We began following these lawyers thinking we'd get to watch their tactics, wondering if they were selling a story or raising legitimate doubts about an unjust conviction.
And in the end, I think both might be true and neither is really the point.
The point is that somehow we've arrived at a place where two separate courts, one federal and one state, have both found serious problems in this case.
And this is after 30-plus years and layers and layers of appeals, after this case crossed the desks of dozens of judges.
Well, the obvious answer is that the specter of an execution sparked a certain urgency to reexamine every little aspect of the case.
Relying on a deadline as irreversible as an execution is a cruel kind of brinksmanship, putting someone's life in the middle of an exhausting game of chicken.
The effect goes beyond the person on death row.
You can hear it in the tired voices of attorneys and in the jaded sighs of a victim's mother, too.
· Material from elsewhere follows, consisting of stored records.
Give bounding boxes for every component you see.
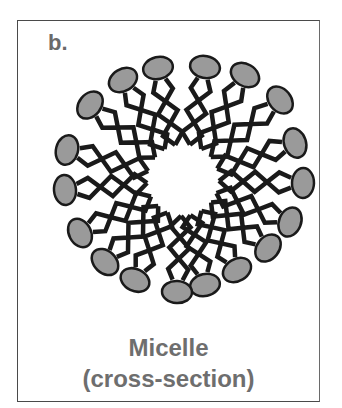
head-15 bbox=[53, 133, 82, 168]
head-1 bbox=[188, 53, 222, 80]
head-9 bbox=[188, 271, 222, 299]
head-7 bbox=[250, 229, 286, 266]
tail bbox=[103, 109, 156, 158]
panel-label: b. bbox=[48, 30, 68, 56]
head-8 bbox=[218, 253, 255, 287]
head-12 bbox=[87, 244, 124, 281]
head-14 bbox=[53, 174, 77, 206]
tail bbox=[219, 171, 291, 182]
head-16 bbox=[72, 86, 108, 123]
tail bbox=[96, 116, 155, 157]
head-0 bbox=[141, 54, 175, 82]
head-4 bbox=[280, 125, 310, 160]
tail bbox=[77, 183, 147, 198]
caption-title: Micelle bbox=[17, 333, 320, 363]
head-5 bbox=[292, 168, 315, 199]
caption-subtitle: (cross-section) bbox=[17, 364, 320, 394]
tail bbox=[182, 78, 198, 145]
tail bbox=[211, 203, 255, 245]
tail bbox=[110, 206, 159, 250]
head-10 bbox=[161, 280, 192, 304]
head-3 bbox=[262, 81, 298, 118]
tail bbox=[211, 104, 268, 157]
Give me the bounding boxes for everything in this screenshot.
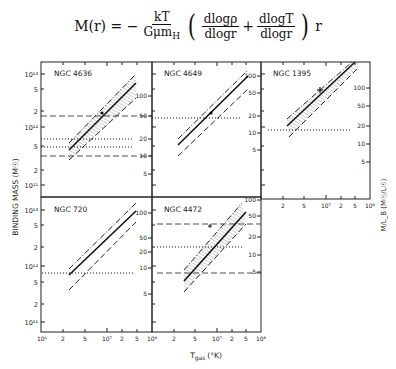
right-y-ticks (148, 76, 370, 294)
lower-line (69, 222, 136, 290)
svg-text:2: 2 (61, 335, 65, 342)
x-axis-title: Tgas(°K) (189, 351, 222, 362)
svg-text:20: 20 (139, 248, 147, 255)
upper-line (69, 74, 136, 143)
svg-text:5: 5 (135, 335, 139, 342)
x-axis-labels: 10⁶ 2 5 10⁷ 2 5 10⁸ 2 5 10⁷ 2 5 10⁸ 2 5 … (37, 202, 376, 342)
frame-ngc4649 (152, 62, 261, 197)
panel-title-ngc4472: NGC 4472 (164, 205, 202, 214)
best-fit-line (69, 83, 136, 150)
best-fit-line (69, 211, 136, 275)
svg-text:10¹¹: 10¹¹ (25, 182, 39, 190)
svg-text:5: 5 (143, 290, 147, 297)
panel-title-ngc720: NGC 720 (54, 205, 88, 214)
svg-text:10¹²: 10¹² (25, 124, 39, 132)
svg-text:2: 2 (281, 202, 285, 209)
svg-text:10⁷: 10⁷ (102, 335, 113, 342)
top-x-ticks (63, 62, 355, 66)
svg-text:5: 5 (252, 268, 256, 275)
svg-text:5: 5 (252, 146, 256, 153)
svg-text:10⁷: 10⁷ (212, 335, 223, 342)
lower-line (178, 89, 248, 156)
svg-text:10: 10 (139, 264, 147, 271)
svg-text:5: 5 (353, 202, 357, 209)
svg-text:5: 5 (34, 86, 38, 94)
lower-line (69, 98, 136, 160)
svg-text:100: 100 (136, 92, 148, 99)
svg-text:50: 50 (248, 89, 256, 96)
svg-text:10: 10 (357, 140, 365, 147)
data-point (209, 111, 212, 114)
svg-text:10⁸: 10⁸ (365, 202, 376, 209)
svg-text:10¹³: 10¹³ (25, 207, 39, 215)
panel-title-ngc4636: NGC 4636 (54, 69, 92, 78)
svg-text:2: 2 (230, 335, 234, 342)
svg-text:10⁷: 10⁷ (321, 202, 332, 209)
svg-text:10: 10 (248, 129, 256, 136)
panel-ngc4472-plot (157, 203, 261, 292)
svg-text:10: 10 (139, 152, 147, 159)
panel-title-ngc1395: NGC 1395 (273, 69, 311, 78)
svg-text:2: 2 (339, 202, 343, 209)
svg-text:10⁶: 10⁶ (37, 335, 48, 342)
svg-text:5: 5 (244, 335, 248, 342)
svg-text:50: 50 (139, 112, 147, 119)
panel-title-ngc4649: NGC 4649 (164, 69, 202, 78)
frame-ngc720 (41, 197, 152, 332)
svg-text:5: 5 (302, 202, 306, 209)
figure: 10¹³ 5 2 10¹² 5 2 10¹¹ 10¹³ 5 2 10¹² 5 2… (0, 0, 396, 369)
svg-text:10: 10 (248, 251, 256, 258)
svg-text:5: 5 (34, 279, 38, 287)
svg-text:5: 5 (143, 170, 147, 177)
svg-text:5: 5 (193, 335, 197, 342)
svg-text:100: 100 (354, 84, 366, 91)
data-point (100, 111, 103, 114)
left-y-ticks (41, 74, 265, 322)
best-fit-line (178, 76, 248, 145)
svg-text:2: 2 (172, 335, 176, 342)
svg-text:20: 20 (248, 233, 256, 240)
left-axis-labels: 10¹³ 5 2 10¹² 5 2 10¹¹ 10¹³ 5 2 10¹² 5 2… (25, 71, 39, 327)
y-axis-title-right: M/L_B (M☉/L☉) (380, 178, 388, 231)
panel-ngc720-plot (42, 203, 136, 290)
svg-text:2: 2 (34, 301, 38, 309)
svg-text:100: 100 (136, 209, 148, 216)
upper-line (178, 70, 248, 139)
svg-text:20: 20 (357, 122, 365, 129)
data-point (208, 224, 212, 228)
svg-text:10¹¹: 10¹¹ (25, 319, 39, 327)
svg-text:5: 5 (83, 335, 87, 342)
svg-text:50: 50 (357, 102, 365, 109)
svg-text:10⁸: 10⁸ (147, 335, 158, 342)
right-axis-labels: 100 50 20 10 5 100 50 20 10 5 100 50 20 … (136, 72, 366, 297)
svg-text:5: 5 (361, 158, 365, 165)
svg-text:10¹²: 10¹² (25, 263, 39, 271)
svg-text:50: 50 (139, 234, 147, 241)
panel-ngc4636-plot (41, 74, 152, 160)
svg-text:10¹³: 10¹³ (25, 71, 39, 79)
y-axis-title-left: BINDING MASS (M☉) (11, 158, 20, 235)
svg-text:2: 2 (34, 167, 38, 175)
svg-text:20: 20 (139, 135, 147, 142)
svg-text:2: 2 (34, 108, 38, 116)
svg-text:5: 5 (34, 222, 38, 230)
svg-text:5: 5 (34, 143, 38, 151)
svg-text:20: 20 (248, 112, 256, 119)
lower-line (289, 68, 358, 137)
svg-text:2: 2 (120, 335, 124, 342)
svg-text:50: 50 (248, 212, 256, 219)
panel-ngc4649-plot (152, 70, 248, 156)
svg-text:100: 100 (245, 196, 257, 203)
svg-text:2: 2 (34, 244, 38, 252)
svg-text:10⁸: 10⁸ (256, 335, 267, 342)
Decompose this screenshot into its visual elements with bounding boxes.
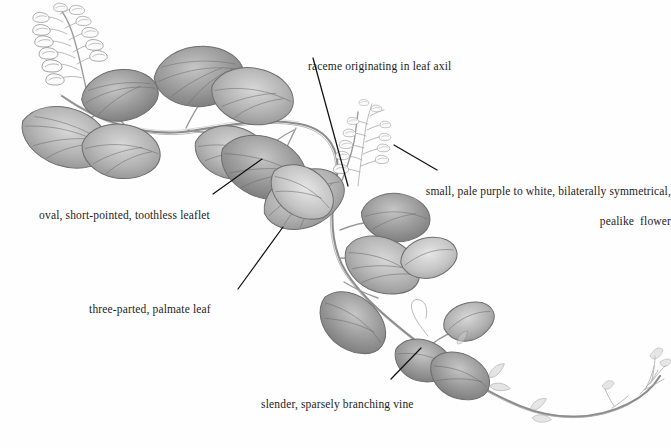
central-raceme (334, 99, 391, 186)
annotation-pealike-flower-line2: pealike flower (399, 214, 671, 229)
upper-left-raceme (33, 3, 108, 88)
annotation-branching-vine: slender, sparsely branching vine (249, 382, 414, 427)
annotation-raceme-axil-text: raceme originating in leaf axil (308, 60, 451, 72)
leader-line-palmate-leaf (238, 227, 283, 289)
annotation-raceme-axil: raceme originating in leaf axil (296, 44, 451, 89)
leader-line-pealike-flower (394, 145, 437, 170)
annotation-branching-vine-text: slender, sparsely branching vine (261, 398, 414, 410)
annotation-toothless-leaflet: oval, short-pointed, toothless leaflet (27, 193, 210, 238)
annotation-palmate-leaf: three-parted, palmate leaf (77, 287, 211, 332)
pealike-flower-group-left (33, 3, 108, 85)
annotation-pealike-flower: small, pale purple to white, bilaterally… (399, 169, 671, 259)
annotation-palmate-leaf-text: three-parted, palmate leaf (89, 303, 211, 315)
illustration-page: raceme originating in leaf axil small, p… (0, 0, 671, 448)
annotation-toothless-leaflet-text: oval, short-pointed, toothless leaflet (39, 209, 210, 221)
annotation-pealike-flower-line1: small, pale purple to white, bilaterally… (426, 185, 671, 197)
trifoliate-leaf-cluster-upper-left (13, 65, 164, 184)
And besides, the last 12 weeks haven't gotten us any closer to knowing what really happened in a stretch of desert in northeast El Paso in 1987.
It's been more than a year since the stay of execution was issued.
David Wood's prospects have never been better, but it's almost impossible to know whether he'll ever be declared innocent, much less walk out of prison.
there's still no date set for a hearing on David Wood's innocence claim.
For all of the blame Greg has taken for delaying this case, now other parties, the various judges and prosecutors involved, are contributing to the delays too.
And ironically, from Greg's perspective, the faster things can happen now, the better.
After all, David Wood is almost 70 years old.